The boy said nothing. Below where they had halted, the hills ran unevenly down to the coast. Against the luminous veil of the sea stood a headland crowned with steep rock, and upon the crown floated a palace made of fine columns, pink as the light on the face of the boy riding behind him; pink as the insubstantial light on his hands, on the path, on the boulders about them. ‘That is Lindos!’ said the boy, loudly and clearly.
And immediately, it seemed, the rocks about them grew figures, black against the pellucid vapours behind – for, of course, now that he could see clearly, so he could be seen. Three men or four, and another below, holding horses. They threw themselves at him together. He fought in silence, with bitterness, but they said nothing, except to mutter directions among themselves as they flung a blanket over his head and, dragging him from his mount, wrapped him in it. Then, tied at elbow and knee, he was slung over someone’s tall horse, and was held there, a broad hand on his back, as the animal jolted its way down the hill. Above and behind, he heard the light scramble of the little mule’s feet, and the boy’s voice, receding. The boy who, of course, had made no effort to help him.

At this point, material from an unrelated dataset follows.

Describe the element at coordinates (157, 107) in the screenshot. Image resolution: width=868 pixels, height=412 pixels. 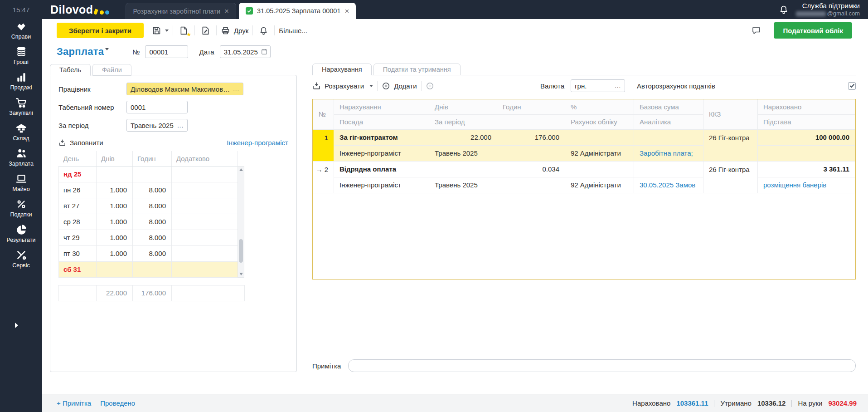
I see `tab-number-input` at that location.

Before very long, he felt his mount reach level ground, and then move from baked earth to something man-set that gave back discreet echoes. A sligh
t difference in sound and in temperature told him he was among buildings; and then the hand on his back tightened as they began climbing again, steeply this time. When his horse turned abruptly, he was all but shaken off: the hand that shoved him this time came from behind. He realised that he had passed through a gateway, and that the small cavalcade had quietly come to a halt. A cock crew distantly and a dog barked somewhere twice. Nearer at hand, someone dismounted and he heard low voices, indistinguishable through the cloth. Then the hand on his back was replaced by many hands, heaving, rolling and lifting. He was half carried, half dragged across a carpet of pebbles, and then allowed to drop on a floor, which did his bruises no good but which at least felt smooth and appeared clean and might not be full of fleas. Someone cut the rope at his knees and his elbows, and someone else grabbed the blanket and tugged it off him. Their boots retreated, and were replaced by a small, high-arched slipper, and a knee draped with extremely fine taffeta and a hand, which stretched out and touched him. Above was a face that he knew, painted with art, and framed in hair half loosened today, in informal style, and half pleated into its little jewelled caul. ‘Well, my dear?’ said Primaflora.
He closed his eyes from sheer relief, and then opened them and began to laugh, for the same reason. He raised his own hand, with some trouble, and fingering hers, kissed and held it. She said, keeping the initiative, ‘Did you think Carlotta had captured you? Or the Knights?’